Demand planning is the process of estimating future workload by combining historical patterns with known business drivers such as promotions, seasonality, policy changes, events, and channel mix. In workforce operations, it helps teams understand how much work is likely to arrive before they decide how to staff it.

Demand planning sits upstream of scheduling. It does not assign people to shifts. It creates a clearer view of expected workload so forecasting, staffing, and schedule design start from something more realistic than guesswork.

Why Demand Planning Matters

Weak demand planning usually shows up later as unstable schedules, staffing misses, or budget surprises. If teams do not have a strong view of how workload is likely to change, they end up reacting after service levels have already started to slip.

Strong demand planning improves coordination too. Operations, sales, marketing, and scheduling teams are more likely to stay aligned when they are working from the same demand assumptions instead of separate forecasts.

Real-World Example

A retail business expects a campaign to increase store traffic and online support contacts for two weeks. Demand planning combines previous campaign behavior, store hours, and local event data to estimate the likely volume increase before staffing and schedules are adjusted.

How Demand Planning Works

Teams start with historical demand, then adjust for known future drivers that could change the pattern. The output is usually a workload estimate by week, day, or interval that downstream teams can use in forecasting, capacity planning, and staffing decisions.

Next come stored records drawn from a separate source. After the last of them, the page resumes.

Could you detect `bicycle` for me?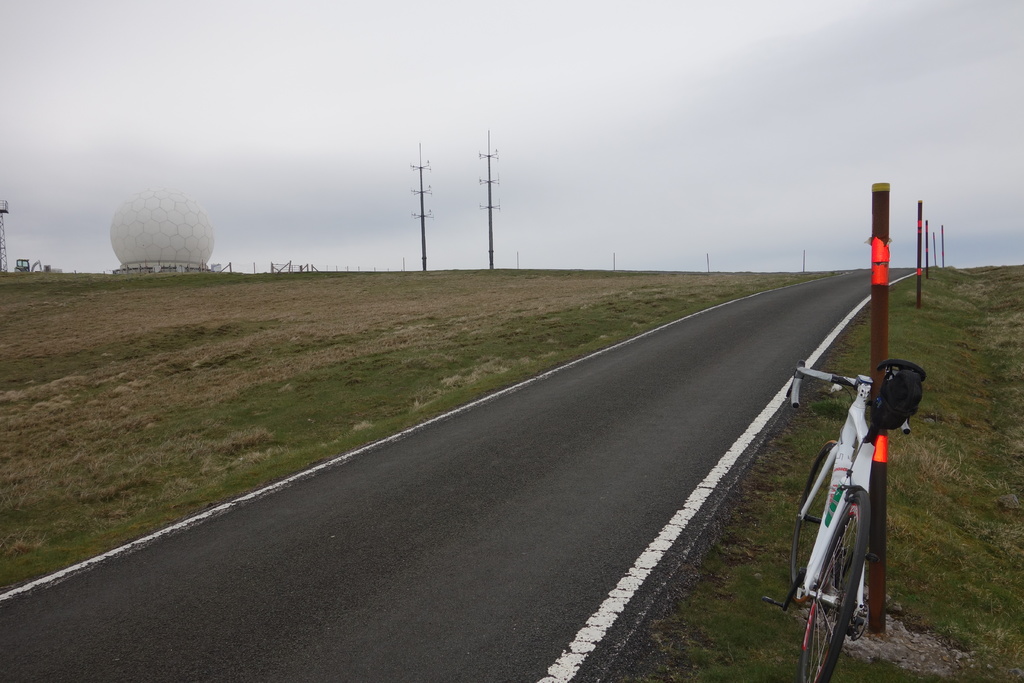
Detection result: [left=780, top=351, right=915, bottom=682].
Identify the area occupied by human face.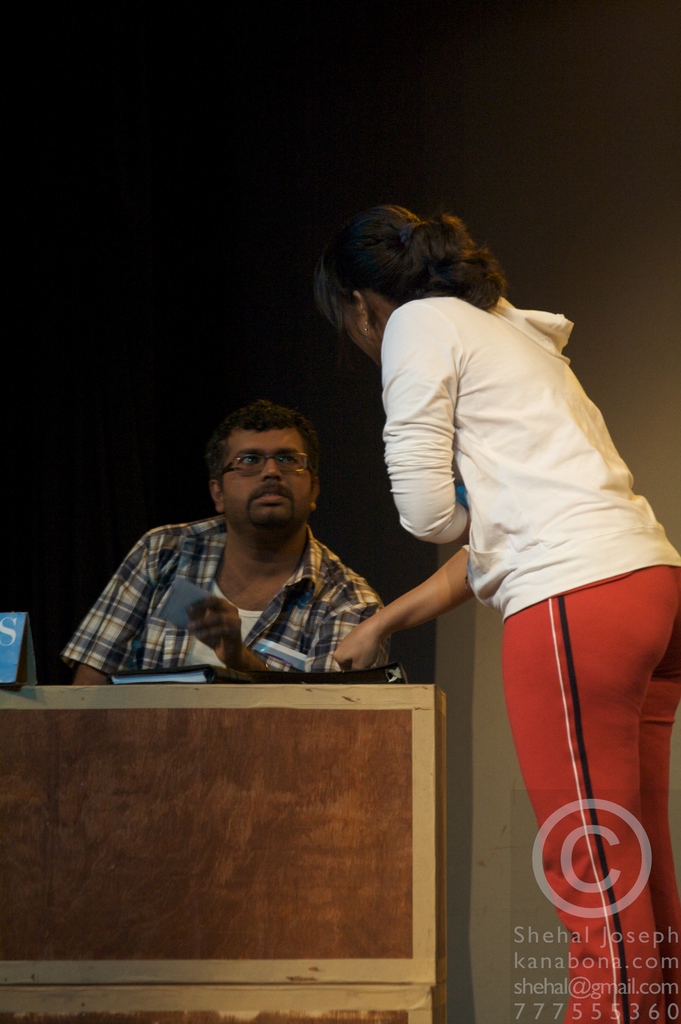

The strongest process also documents assumptions clearly. That makes it easier to explain why the plan changed and easier to improve accuracy after the fact.

FAQ

What is demand planning?

Demand planning is the process of estimating future workload using historical data and known business drivers before staffing decisions are made.

How is demand planning different from forecasting?

Demand planning is the broader process of understanding future demand drivers and preparing a workload view. Forecasting is often the more specific prediction output created from that planning work.

Why does demand planning matter for scheduling?

It matters because schedules are much more reliable when they are built on realistic workload assumptions instead of stale averages or local guesswork.

What inputs are useful in demand planning?

Useful inputs include historical workload, promotions, events, seasonality, operating hours, product changes, policy changes, and any business activity likely to change volume.

What happens when demand planning is weak?

Weak demand planning usually leads to overstaffing, understaffing, more schedule changes, and a lot more firefighting once actual workload arrives.

Put this into practice

See how Soon handles demand planning in your shift scheduling workflow.